_Provided data_.
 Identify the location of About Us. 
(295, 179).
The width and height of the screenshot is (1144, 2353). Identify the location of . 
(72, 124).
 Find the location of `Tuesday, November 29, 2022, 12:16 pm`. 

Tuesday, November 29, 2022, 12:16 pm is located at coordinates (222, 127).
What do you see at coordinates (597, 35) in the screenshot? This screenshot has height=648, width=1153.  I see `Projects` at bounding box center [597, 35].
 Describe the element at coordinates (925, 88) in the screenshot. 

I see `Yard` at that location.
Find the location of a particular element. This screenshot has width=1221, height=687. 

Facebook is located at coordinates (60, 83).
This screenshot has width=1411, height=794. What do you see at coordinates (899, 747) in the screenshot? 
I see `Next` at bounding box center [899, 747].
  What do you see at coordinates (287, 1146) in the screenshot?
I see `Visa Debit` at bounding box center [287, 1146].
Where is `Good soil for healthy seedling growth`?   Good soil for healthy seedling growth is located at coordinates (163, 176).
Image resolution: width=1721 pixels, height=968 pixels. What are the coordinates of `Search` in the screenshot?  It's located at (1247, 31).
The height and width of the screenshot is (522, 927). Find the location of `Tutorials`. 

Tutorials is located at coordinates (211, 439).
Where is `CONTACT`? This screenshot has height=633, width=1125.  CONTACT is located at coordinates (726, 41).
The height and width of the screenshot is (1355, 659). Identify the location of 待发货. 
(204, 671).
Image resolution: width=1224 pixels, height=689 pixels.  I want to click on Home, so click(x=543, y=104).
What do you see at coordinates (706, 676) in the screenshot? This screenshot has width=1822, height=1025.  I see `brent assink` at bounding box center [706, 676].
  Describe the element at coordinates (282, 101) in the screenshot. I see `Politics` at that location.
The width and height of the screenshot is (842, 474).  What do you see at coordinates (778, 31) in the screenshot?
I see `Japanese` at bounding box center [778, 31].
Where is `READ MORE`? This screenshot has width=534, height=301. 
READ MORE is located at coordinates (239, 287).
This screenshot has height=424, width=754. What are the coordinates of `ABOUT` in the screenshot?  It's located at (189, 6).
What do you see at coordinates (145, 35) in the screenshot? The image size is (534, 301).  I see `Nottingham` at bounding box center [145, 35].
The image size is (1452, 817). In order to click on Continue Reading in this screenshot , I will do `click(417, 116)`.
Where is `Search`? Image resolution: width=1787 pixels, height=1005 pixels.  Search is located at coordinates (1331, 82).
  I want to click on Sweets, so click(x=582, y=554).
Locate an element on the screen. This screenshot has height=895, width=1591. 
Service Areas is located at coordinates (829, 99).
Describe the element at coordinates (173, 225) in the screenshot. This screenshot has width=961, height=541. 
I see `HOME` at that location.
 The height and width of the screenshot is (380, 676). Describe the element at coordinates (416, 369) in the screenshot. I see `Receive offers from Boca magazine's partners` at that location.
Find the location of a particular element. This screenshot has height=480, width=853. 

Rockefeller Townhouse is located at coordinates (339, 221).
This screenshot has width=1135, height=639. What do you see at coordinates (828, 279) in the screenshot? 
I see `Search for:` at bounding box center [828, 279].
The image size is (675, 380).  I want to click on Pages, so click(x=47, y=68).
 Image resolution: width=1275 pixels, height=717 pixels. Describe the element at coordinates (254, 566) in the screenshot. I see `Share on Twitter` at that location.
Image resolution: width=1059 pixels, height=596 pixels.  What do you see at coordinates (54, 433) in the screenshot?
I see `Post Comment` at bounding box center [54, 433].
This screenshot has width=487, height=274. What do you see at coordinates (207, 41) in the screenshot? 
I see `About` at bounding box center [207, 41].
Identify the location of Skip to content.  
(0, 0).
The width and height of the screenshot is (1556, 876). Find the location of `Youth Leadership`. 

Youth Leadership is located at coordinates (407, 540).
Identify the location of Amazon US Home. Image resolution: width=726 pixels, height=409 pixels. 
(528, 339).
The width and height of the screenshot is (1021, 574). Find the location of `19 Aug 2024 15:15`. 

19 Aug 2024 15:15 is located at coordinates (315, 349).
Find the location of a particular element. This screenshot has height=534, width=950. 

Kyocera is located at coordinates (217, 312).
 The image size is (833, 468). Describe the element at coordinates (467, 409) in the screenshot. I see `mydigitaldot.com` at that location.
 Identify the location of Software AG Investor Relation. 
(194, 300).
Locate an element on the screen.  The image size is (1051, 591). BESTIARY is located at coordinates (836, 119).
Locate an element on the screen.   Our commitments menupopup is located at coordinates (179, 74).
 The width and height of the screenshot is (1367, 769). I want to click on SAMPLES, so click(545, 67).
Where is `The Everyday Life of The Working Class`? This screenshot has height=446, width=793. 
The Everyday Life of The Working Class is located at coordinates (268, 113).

_Try it_. Exactly as written, restate every record in the listing.

_Solution below_.
 Identify the location of About Us. 
(295, 179).
The width and height of the screenshot is (1144, 2353). Identify the location of . 
(72, 124).
 Find the location of `Tuesday, November 29, 2022, 12:16 pm`. 

Tuesday, November 29, 2022, 12:16 pm is located at coordinates (222, 127).
What do you see at coordinates (597, 35) in the screenshot? This screenshot has height=648, width=1153.  I see `Projects` at bounding box center [597, 35].
 Describe the element at coordinates (925, 88) in the screenshot. 

I see `Yard` at that location.
Find the location of a particular element. This screenshot has width=1221, height=687. 

Facebook is located at coordinates (60, 83).
This screenshot has width=1411, height=794. What do you see at coordinates (899, 747) in the screenshot? 
I see `Next` at bounding box center [899, 747].
  What do you see at coordinates (287, 1146) in the screenshot?
I see `Visa Debit` at bounding box center [287, 1146].
Where is `Good soil for healthy seedling growth`?   Good soil for healthy seedling growth is located at coordinates (163, 176).
Image resolution: width=1721 pixels, height=968 pixels. What are the coordinates of `Search` in the screenshot?  It's located at (1247, 31).
The height and width of the screenshot is (522, 927). Find the location of `Tutorials`. 

Tutorials is located at coordinates (211, 439).
Where is `CONTACT`? This screenshot has height=633, width=1125.  CONTACT is located at coordinates (726, 41).
The height and width of the screenshot is (1355, 659). Identify the location of 待发货. 
(204, 671).
Image resolution: width=1224 pixels, height=689 pixels.  I want to click on Home, so click(x=543, y=104).
What do you see at coordinates (706, 676) in the screenshot? This screenshot has width=1822, height=1025.  I see `brent assink` at bounding box center [706, 676].
  Describe the element at coordinates (282, 101) in the screenshot. I see `Politics` at that location.
The width and height of the screenshot is (842, 474).  What do you see at coordinates (778, 31) in the screenshot?
I see `Japanese` at bounding box center [778, 31].
Where is `READ MORE`? This screenshot has width=534, height=301. 
READ MORE is located at coordinates (239, 287).
This screenshot has height=424, width=754. What are the coordinates of `ABOUT` in the screenshot?  It's located at (189, 6).
What do you see at coordinates (145, 35) in the screenshot? The image size is (534, 301).  I see `Nottingham` at bounding box center [145, 35].
The image size is (1452, 817). In order to click on Continue Reading in this screenshot , I will do `click(417, 116)`.
Where is `Search`? Image resolution: width=1787 pixels, height=1005 pixels.  Search is located at coordinates (1331, 82).
  I want to click on Sweets, so click(x=582, y=554).
Locate an element on the screen. This screenshot has height=895, width=1591. 
Service Areas is located at coordinates (829, 99).
Describe the element at coordinates (173, 225) in the screenshot. This screenshot has width=961, height=541. 
I see `HOME` at that location.
 The height and width of the screenshot is (380, 676). Describe the element at coordinates (416, 369) in the screenshot. I see `Receive offers from Boca magazine's partners` at that location.
Find the location of a particular element. This screenshot has height=480, width=853. 

Rockefeller Townhouse is located at coordinates (339, 221).
This screenshot has width=1135, height=639. What do you see at coordinates (828, 279) in the screenshot? 
I see `Search for:` at bounding box center [828, 279].
The image size is (675, 380).  I want to click on Pages, so click(x=47, y=68).
 Image resolution: width=1275 pixels, height=717 pixels. Describe the element at coordinates (254, 566) in the screenshot. I see `Share on Twitter` at that location.
Image resolution: width=1059 pixels, height=596 pixels.  What do you see at coordinates (54, 433) in the screenshot?
I see `Post Comment` at bounding box center [54, 433].
This screenshot has width=487, height=274. What do you see at coordinates (207, 41) in the screenshot? 
I see `About` at bounding box center [207, 41].
Identify the location of Skip to content.  
(0, 0).
The width and height of the screenshot is (1556, 876). Find the location of `Youth Leadership`. 

Youth Leadership is located at coordinates (407, 540).
Identify the location of Amazon US Home. Image resolution: width=726 pixels, height=409 pixels. 
(528, 339).
The width and height of the screenshot is (1021, 574). Find the location of `19 Aug 2024 15:15`. 

19 Aug 2024 15:15 is located at coordinates (315, 349).
Find the location of a particular element. This screenshot has height=534, width=950. 

Kyocera is located at coordinates (217, 312).
 The image size is (833, 468). Describe the element at coordinates (467, 409) in the screenshot. I see `mydigitaldot.com` at that location.
 Identify the location of Software AG Investor Relation. 
(194, 300).
Locate an element on the screen.  The image size is (1051, 591). BESTIARY is located at coordinates (836, 119).
Locate an element on the screen.   Our commitments menupopup is located at coordinates (179, 74).
 The width and height of the screenshot is (1367, 769). I want to click on SAMPLES, so click(545, 67).
Where is `The Everyday Life of The Working Class`? This screenshot has height=446, width=793. 
The Everyday Life of The Working Class is located at coordinates (268, 113).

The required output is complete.